We typically usr root account to remotely manage machines and usually set it to
PermitRootLogin without-password as well as disabling remote logins in the o/s.
We also use non privileged accounts to sftp stuff around in batch mode and do 
not want to see password change prompts or connection failures because the 
password has expired.
Thanks.
Comment 1 Darren Tucker 2003-03-18 08:53:20 AEDT
I think you're referring to bug #383, and if so that was about ignoring the 
AIX-specific "rlogin" attribute for root in favour of PermitRootLogin, not 
expiring passwords.

Is there any reason you can't turn off password expiration for accounts where 
you don't want failures due to expired passwords?
Comment 2 Jim Davidson 2003-03-18 09:14:28 AEDT
Yes,I was in error.
Our Security people insist on passwords being expired on any account that is 
logged into whether locally or not.
If we authenticate using PublicKeyAuthentication do we really need to do the 
account password checking ?
Thanks.
Comment 3 Darren Tucker 2003-03-18 20:49:42 AEDT
Currently sshd checks for password/account expiry very early in the login 
process (before the authentication methods are negotiated, in 
auth.c:allowed_user()) so it's probably not a trivial change to omit this check 
for public-key authentication only.

I don't think it's a good idea to do this even if it was easy.  (Note that I 
didn't think the AIX rlogin thing was a good idea at first either :-)

AIX currently does this (doesn't expire passwords via SSH password or 
public-key) and I'm trying to get that *fixed*.  It's OK until you need to get 
in some way other than ssh (eg sshd is broken or you're at the console) then 
you're screwed.

Also note that on Solaris cron jobs will fail for accounts with expired 
passwords (on Solaris 8 you get "! bad user (testuser)..." on cron's log).

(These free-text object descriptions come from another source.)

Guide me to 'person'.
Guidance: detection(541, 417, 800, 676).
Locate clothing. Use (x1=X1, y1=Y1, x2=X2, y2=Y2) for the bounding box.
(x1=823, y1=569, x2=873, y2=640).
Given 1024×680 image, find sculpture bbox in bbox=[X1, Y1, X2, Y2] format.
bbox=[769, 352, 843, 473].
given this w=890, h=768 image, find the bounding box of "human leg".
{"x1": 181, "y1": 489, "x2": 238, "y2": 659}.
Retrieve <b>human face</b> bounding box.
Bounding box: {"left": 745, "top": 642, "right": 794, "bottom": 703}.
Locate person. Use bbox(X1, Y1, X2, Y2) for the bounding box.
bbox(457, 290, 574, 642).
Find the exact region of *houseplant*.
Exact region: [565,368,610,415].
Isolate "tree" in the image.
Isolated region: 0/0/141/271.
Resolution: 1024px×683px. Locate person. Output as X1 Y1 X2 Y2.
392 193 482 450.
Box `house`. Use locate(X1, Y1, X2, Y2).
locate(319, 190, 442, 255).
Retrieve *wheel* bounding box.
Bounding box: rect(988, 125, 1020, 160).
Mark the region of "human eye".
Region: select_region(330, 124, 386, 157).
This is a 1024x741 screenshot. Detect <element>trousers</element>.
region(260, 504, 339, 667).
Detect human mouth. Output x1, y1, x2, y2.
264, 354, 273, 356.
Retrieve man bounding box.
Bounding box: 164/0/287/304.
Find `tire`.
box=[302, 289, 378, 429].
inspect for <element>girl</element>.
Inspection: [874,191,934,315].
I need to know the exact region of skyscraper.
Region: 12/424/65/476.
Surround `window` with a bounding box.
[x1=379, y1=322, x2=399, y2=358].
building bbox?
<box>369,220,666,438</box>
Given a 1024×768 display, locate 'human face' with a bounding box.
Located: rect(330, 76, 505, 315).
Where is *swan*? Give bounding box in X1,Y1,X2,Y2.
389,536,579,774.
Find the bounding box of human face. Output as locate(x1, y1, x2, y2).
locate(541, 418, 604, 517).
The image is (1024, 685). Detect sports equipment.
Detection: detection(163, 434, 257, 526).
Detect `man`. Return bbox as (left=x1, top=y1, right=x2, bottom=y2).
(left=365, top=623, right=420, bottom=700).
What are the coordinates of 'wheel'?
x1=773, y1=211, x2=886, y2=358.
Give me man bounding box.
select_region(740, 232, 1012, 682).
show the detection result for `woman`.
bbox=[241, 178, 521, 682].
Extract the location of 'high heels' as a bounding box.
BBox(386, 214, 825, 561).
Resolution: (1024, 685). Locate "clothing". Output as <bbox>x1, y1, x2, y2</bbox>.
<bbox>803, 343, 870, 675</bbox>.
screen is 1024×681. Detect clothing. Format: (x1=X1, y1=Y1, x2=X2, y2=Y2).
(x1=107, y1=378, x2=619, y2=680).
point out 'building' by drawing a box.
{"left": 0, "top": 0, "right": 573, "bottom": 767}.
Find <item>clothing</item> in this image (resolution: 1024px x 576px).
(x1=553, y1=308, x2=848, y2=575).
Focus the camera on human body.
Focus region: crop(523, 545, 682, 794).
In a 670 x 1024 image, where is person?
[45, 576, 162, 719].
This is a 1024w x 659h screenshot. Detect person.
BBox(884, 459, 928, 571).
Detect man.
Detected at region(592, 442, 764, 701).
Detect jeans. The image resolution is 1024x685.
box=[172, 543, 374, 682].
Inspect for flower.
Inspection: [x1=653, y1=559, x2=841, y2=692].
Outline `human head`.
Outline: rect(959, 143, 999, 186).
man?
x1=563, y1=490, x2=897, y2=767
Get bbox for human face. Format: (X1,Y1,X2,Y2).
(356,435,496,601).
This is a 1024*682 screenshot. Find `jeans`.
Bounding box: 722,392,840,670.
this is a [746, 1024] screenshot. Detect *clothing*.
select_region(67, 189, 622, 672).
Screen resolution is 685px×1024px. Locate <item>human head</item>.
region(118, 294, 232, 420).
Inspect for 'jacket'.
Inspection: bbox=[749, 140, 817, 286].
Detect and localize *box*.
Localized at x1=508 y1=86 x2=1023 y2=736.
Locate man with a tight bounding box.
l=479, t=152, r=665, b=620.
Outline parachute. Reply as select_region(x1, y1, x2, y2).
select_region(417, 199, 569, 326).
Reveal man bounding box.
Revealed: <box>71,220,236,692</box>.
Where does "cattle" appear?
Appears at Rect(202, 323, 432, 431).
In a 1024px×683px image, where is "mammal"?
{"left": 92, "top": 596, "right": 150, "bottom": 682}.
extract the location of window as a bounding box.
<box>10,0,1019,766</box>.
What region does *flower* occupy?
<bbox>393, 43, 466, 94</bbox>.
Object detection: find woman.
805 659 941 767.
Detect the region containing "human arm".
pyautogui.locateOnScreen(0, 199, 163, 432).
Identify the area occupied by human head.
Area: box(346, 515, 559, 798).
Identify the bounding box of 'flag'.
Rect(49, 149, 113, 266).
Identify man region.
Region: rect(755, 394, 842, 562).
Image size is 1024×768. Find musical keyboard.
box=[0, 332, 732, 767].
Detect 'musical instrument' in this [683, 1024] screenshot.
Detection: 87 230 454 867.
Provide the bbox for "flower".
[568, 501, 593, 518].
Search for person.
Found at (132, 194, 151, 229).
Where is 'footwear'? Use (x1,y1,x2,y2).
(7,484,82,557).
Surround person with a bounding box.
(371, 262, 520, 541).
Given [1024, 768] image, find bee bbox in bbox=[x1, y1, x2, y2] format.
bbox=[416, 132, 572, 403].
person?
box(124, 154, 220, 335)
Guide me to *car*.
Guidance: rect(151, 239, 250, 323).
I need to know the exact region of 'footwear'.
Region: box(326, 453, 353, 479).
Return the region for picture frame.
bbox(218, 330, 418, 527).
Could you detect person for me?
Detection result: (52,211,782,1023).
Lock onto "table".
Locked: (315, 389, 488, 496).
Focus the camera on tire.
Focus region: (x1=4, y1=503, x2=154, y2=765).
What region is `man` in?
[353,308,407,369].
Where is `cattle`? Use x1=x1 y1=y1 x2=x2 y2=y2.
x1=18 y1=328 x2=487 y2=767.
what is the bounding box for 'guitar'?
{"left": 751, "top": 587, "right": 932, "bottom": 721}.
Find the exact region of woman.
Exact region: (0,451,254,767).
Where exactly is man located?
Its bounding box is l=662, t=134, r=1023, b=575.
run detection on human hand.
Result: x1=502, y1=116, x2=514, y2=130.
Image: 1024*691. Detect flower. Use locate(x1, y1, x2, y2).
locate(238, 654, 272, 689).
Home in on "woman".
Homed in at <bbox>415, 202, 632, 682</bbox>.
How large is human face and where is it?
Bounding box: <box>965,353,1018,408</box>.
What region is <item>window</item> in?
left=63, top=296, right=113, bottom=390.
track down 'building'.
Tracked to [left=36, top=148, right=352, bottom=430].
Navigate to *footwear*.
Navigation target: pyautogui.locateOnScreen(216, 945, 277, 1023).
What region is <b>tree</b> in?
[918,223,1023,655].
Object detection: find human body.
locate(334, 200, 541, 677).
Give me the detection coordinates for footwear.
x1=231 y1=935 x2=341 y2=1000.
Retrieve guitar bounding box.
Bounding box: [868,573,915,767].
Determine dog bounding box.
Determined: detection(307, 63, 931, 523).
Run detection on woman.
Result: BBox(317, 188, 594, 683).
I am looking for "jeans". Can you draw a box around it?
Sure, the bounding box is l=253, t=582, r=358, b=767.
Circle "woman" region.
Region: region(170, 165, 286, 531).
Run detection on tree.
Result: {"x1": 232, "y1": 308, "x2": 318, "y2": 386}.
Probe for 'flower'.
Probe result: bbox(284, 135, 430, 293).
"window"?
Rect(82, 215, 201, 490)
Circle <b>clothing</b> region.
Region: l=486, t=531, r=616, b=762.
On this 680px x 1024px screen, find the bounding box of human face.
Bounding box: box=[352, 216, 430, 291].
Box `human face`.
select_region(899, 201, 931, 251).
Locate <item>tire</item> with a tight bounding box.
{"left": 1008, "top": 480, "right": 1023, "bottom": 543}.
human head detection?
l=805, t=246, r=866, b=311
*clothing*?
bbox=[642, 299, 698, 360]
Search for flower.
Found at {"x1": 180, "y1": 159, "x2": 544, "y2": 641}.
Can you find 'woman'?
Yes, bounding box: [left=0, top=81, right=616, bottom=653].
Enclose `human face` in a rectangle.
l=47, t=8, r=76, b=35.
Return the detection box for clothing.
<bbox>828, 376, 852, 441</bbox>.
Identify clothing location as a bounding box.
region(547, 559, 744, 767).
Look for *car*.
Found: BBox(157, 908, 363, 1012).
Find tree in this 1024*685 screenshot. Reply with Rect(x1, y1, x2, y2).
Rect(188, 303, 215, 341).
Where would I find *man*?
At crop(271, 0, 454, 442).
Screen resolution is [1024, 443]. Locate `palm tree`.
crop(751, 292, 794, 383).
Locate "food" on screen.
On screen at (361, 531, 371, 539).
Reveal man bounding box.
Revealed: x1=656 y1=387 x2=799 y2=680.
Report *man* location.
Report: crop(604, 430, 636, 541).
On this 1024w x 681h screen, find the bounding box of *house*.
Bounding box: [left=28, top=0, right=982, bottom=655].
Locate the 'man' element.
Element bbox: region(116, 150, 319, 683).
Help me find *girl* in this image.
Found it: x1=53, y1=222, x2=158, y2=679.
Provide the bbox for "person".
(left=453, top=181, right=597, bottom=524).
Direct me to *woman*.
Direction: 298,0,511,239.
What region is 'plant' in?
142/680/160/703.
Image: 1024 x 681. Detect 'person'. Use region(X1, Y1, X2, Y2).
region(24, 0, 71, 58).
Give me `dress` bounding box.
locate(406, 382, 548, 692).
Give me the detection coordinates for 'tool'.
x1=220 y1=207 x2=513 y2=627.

If you don't want password expiry, don't enable it for those accounts.  If 
you must have it enabled, set the password to something random (eg "openssl rand 
6 | mimencode | autopasswd batchaccount") once per month via cron :-).
Comment 4 Jim Davidson 2003-03-18 23:00:26 AEDT
What you are saying makes good sense.Thanks for your assistance,I will make 
these account passwords non expirable and also locked which should keep our 
security people happy.
Comment 5 Darren Tucker 2003-03-19 08:19:07 AEDT
I suggest using the no-password string "*NP*" in the password field to disable 
password authentication as the Solaris system accounts do, rather than locking 
the account with passwd -l.

OpenSSH currently allows public-key logins to locked accounts on some 
platforms, including Solaris, but this may change in future (see bug #442).
Comment 6 Darren Tucker 2003-03-23 20:24:57 AEDT
Closing as "INVALID".  Unfortunately there doesn't seem to be a "NOTABUG" or 
"FEATURE" :-).
Comment 7 Damien Miller 2004-04-14 12:24:18 AEST
Mass change of RESOLVED bugs to CLOSED
Comment 8 Ulrich Windl 2005-08-18 18:37:48 AEST
I think (despite of what Solaris is doing with cron jobs) that a user and an
authentication method is different. So when a password has expired, the user
should use a different password before successfully logging in via password
authentication. But how does that affect public key authentication? Public key
authentication should have its own mechanism of validity checking. I see no
sense to forbid public key authentication if the password authentication is
restricted (password must be changed). Note that having to change the password
does not mean the account is disabled or something like that. It just means you
should use a different password to authenticate. I think it's perfectly legal to
set the encrypted password to an impossible value (thus disabling password
logins) while still being able to log in via public key IMHO.
To summarize: reopen bug for OpenSSH 3.9 (HP-UX Secure Shell-A.03.91.002).
Comment 9 Damien Miller 2005-10-23 22:22:13 AEST
Like Darren said (2 1/2 years ago): this is a feature, not a bug and won't be changing.
Comment 10 Darren Tucker 2006-10-07 11:35:47 AEST
Change all RESOLVED bug to CLOSED with the exception of the ones fixed post-4.4.